- _Data records_
──────

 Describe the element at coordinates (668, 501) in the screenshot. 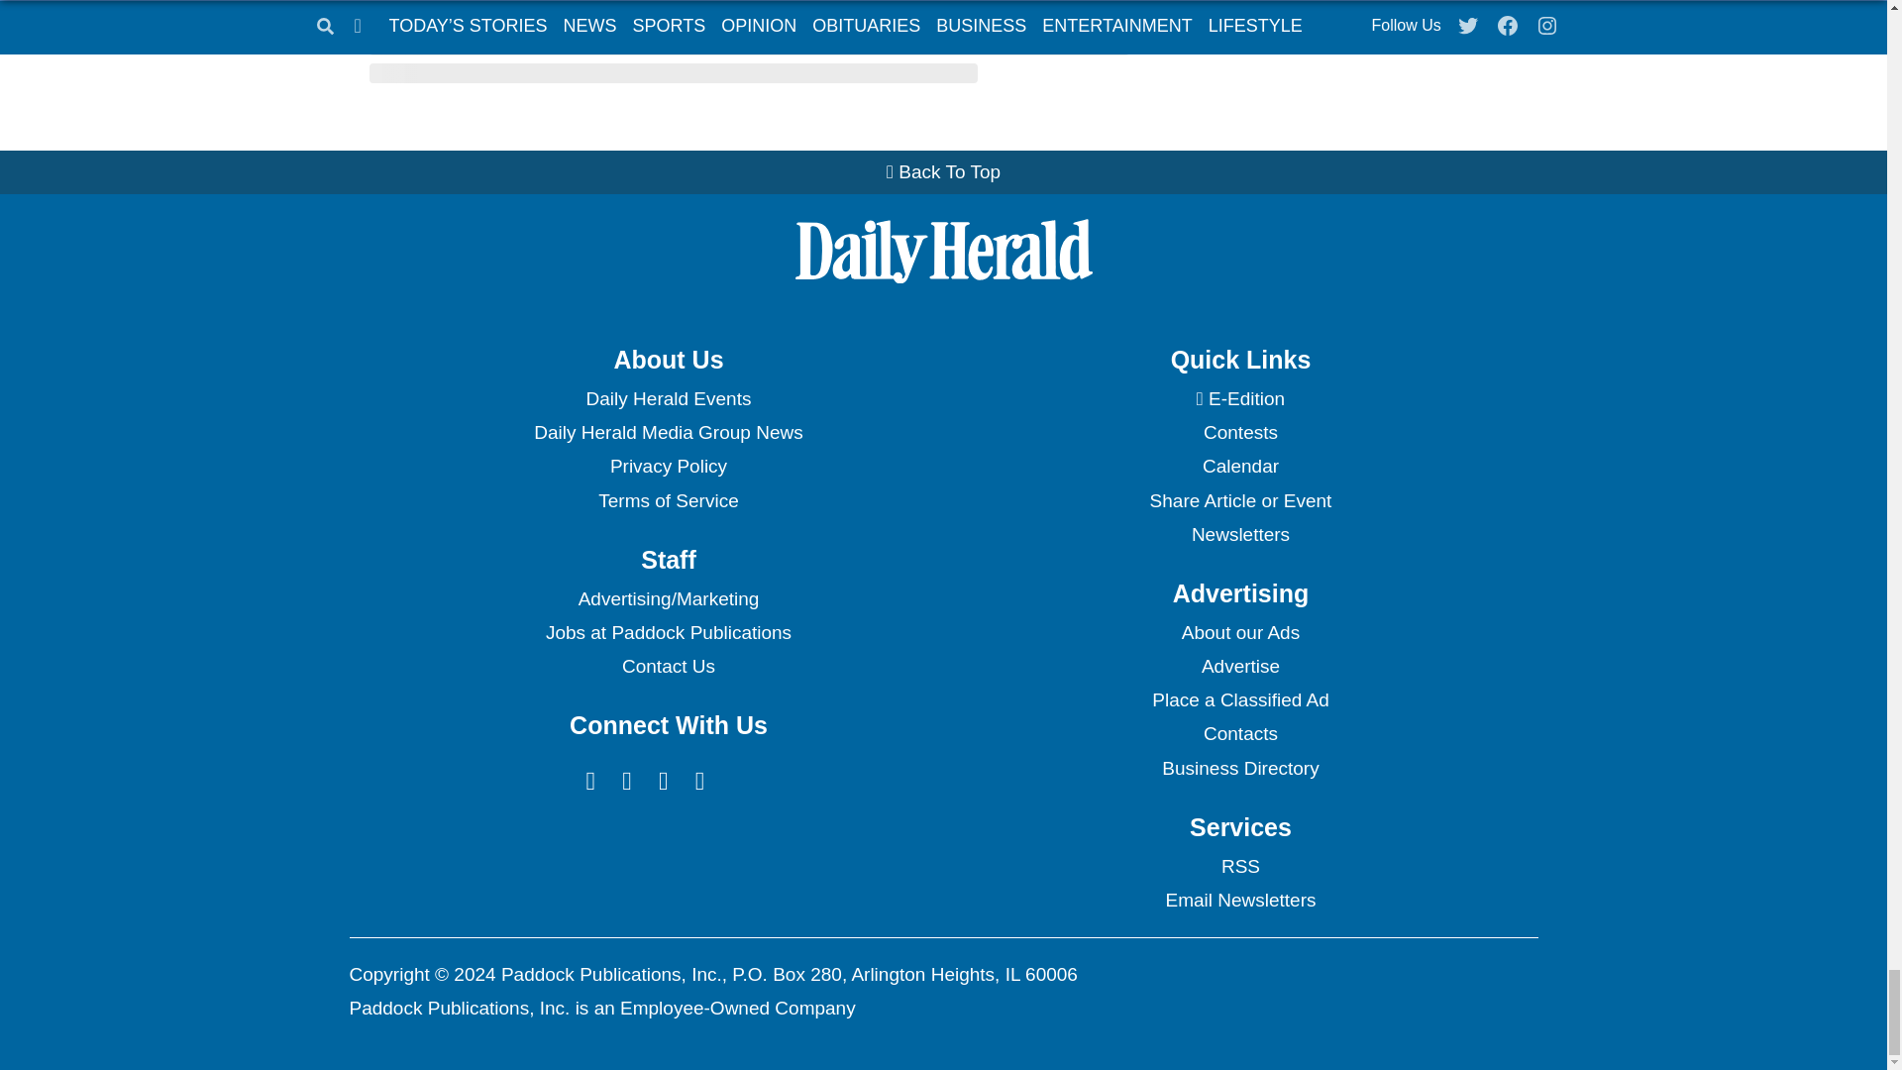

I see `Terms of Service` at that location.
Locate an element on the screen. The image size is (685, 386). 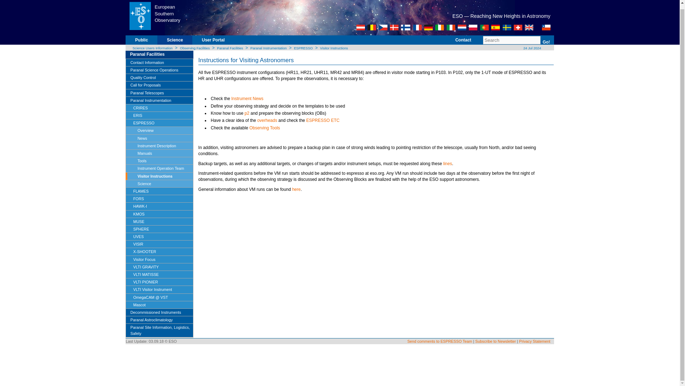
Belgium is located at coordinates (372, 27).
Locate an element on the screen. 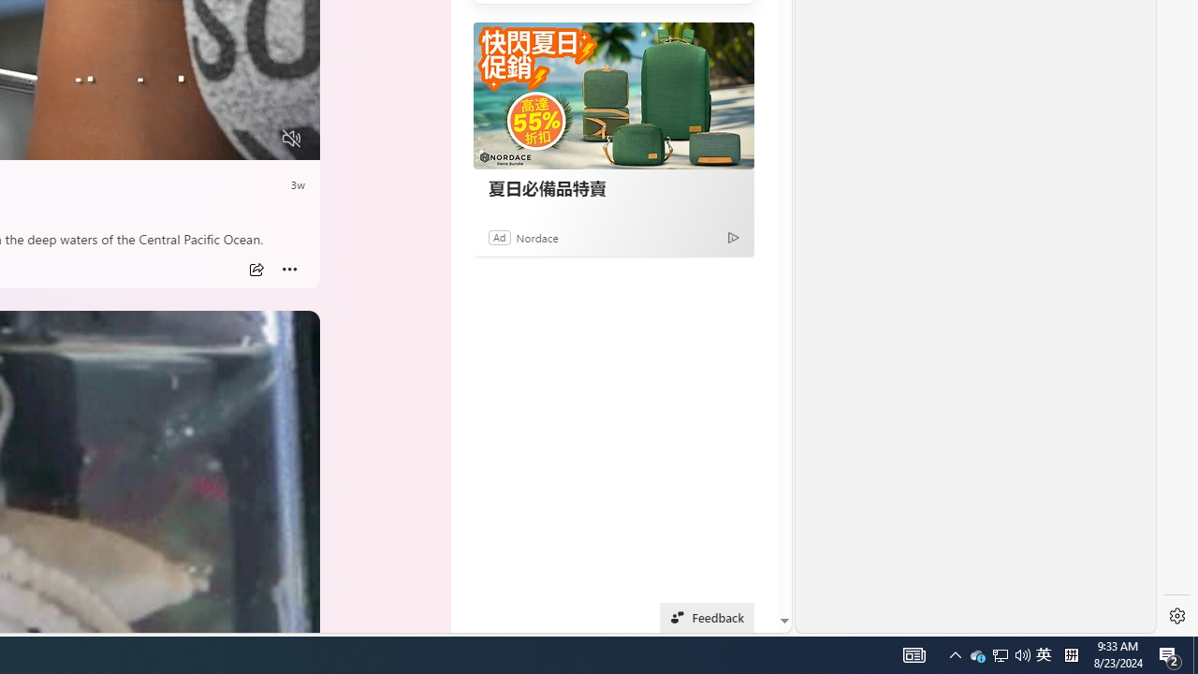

──────

Please print the lines from the one holding "Locate an element on the screen. The" through the end of the records above, unchanged and with the pictures left out.

- _Result of this exercise_
Locate an element on the screen. The image size is (685, 386). 
Belgium is located at coordinates (372, 27).
Locate an element on the screen. 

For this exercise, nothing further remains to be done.